Before pregnancy, our society provides little incentive to acquire parenting skills. But make no mistake: actually having kids provides loads of incentive. You will learn because you have to. As that terrifyingly abstract idea of a baby becomes the flesh-and-blood reality of your son or daughter with his or her own feelings, character, and personality, you will also learn how to deal with the trials and obstacles that come along.

The Truth Is, You’re Just Selfish (Like Me)

But enough about the rationalizations, because they’re just that. They aren’t the real reason so many of us refuse the challenge of family. Here’s the reality from a still-selfish person standing on the other side of parenthood: The real reason you don’t want to have children is that you find the prospect of raising them unpleasant.

The real reason you don’t want to have children is that you find the prospect of raising them unpleasant.

It’s not as though you really, really wanted a family, but then heard an argument about overpopulation and consequently gave up your dream for the sake of the Earth. People in that situation adopt. If you’re anything like me, you didn’t really want a family in the first place and subsequently embraced various arguments because they resonated with what you had already decided.

The self-centered reality of that decision is precisely where we run afoul of the Golden Rule. Consider, for a moment, all the unattractive aspects of raising children that inspired your pious rationalizations in the first place. They’re loud, noisy, and needy. They’re always dribbling from one end or the other. They’ll interrupt your life goals.

You won’t have nearly as much time for your career, your causes, your hobbies, and your amusements. You’ll have less disposable income, go on fewer ideal vacations, wear less stylish clothes, eat at more mundane restaurants, and generally be much less free to do as thou wilt. Take all those reasons, and add whichever ones you want. Apart from rare circumstances like severe family trauma resulting in lasting and irreparable psychological damage, or the inability to care for other people due to severe disabilities, the specifics don’t really matter in the end.

Your father and mother embraced everything you see as unpleasant, for you.

Now consider that your own parents went through pretty much that entire list of yours so that you could be here. Your father and mother embraced everything you see as unpleasant, for you—for the life that you so cherish that you don’t want to give up any of it to share with a family of your own.
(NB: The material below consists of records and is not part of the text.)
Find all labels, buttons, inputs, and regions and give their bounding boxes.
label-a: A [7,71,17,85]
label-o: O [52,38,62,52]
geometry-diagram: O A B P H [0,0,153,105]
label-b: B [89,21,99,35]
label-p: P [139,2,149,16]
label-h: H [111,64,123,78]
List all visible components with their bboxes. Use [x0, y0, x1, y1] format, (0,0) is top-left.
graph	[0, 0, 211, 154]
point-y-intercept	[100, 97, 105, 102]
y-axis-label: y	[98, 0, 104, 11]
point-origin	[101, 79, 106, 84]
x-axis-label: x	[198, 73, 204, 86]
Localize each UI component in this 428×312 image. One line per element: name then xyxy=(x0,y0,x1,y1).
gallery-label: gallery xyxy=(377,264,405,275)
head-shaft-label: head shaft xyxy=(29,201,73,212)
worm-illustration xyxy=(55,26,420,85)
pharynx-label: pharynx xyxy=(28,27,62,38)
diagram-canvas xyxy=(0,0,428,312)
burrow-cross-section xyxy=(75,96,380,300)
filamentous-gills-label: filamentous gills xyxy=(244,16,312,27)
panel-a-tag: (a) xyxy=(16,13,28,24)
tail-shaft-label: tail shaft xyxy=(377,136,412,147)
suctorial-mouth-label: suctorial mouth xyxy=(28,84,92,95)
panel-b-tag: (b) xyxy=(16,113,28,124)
Now consider that your grandparents made those very same sacrifices, as did their parents before them, all the way back to that day when God first said “Let us make man in our own image” and instructed his new creatures to be fruitful and multiply. Think of all those generations of selfless love that embraced every challenge on your list so that you could be here, reading this.

So Go, Given Unto Others What Has Been Given You

What, then, does it mean to do unto others as you would have done unto you—as was done unto you? How do you treat others the way you yourself have been treated and have profoundly benefited from? The answer is quite clear, along with what that answer says about those of us who have refused to do so.
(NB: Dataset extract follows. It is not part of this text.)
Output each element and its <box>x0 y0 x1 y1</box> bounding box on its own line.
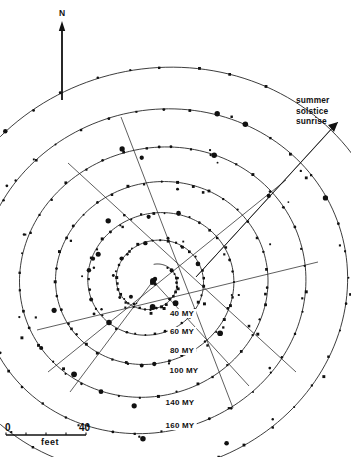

If we refuse to be generous even to our own flesh and blood, then we haven’t even cleared level one.

Selfish people like us may talk a good game about generosity, but if we refuse to be generous even to our own flesh and blood, then we haven’t even cleared level one. Having children is the only way to make love a sustainable resource.

To be sure, parents will eventually find out that their children are a blessing and that everything they sacrificed was well worth what they’ve gained. Nevertheless, it’s hard to perceive the reward beforehand. It requires a leap of faith—a willingness to make the sacrifice without truly understanding the benefits. But the moral reality that we ought to make that sacrifice should be plain to us.

In light of the way we were loved by those who came before us, our long list of reasons comes to naught. Whether we admit it or not, the choice we face is this: Do we take the millennia of love that were poured out on us and consume every last drop until it’s gone? Or do we pay it forward by continuing to pass that love along to future generations?

Only one of those choices conforms to the Golden Rule. Choose wisely.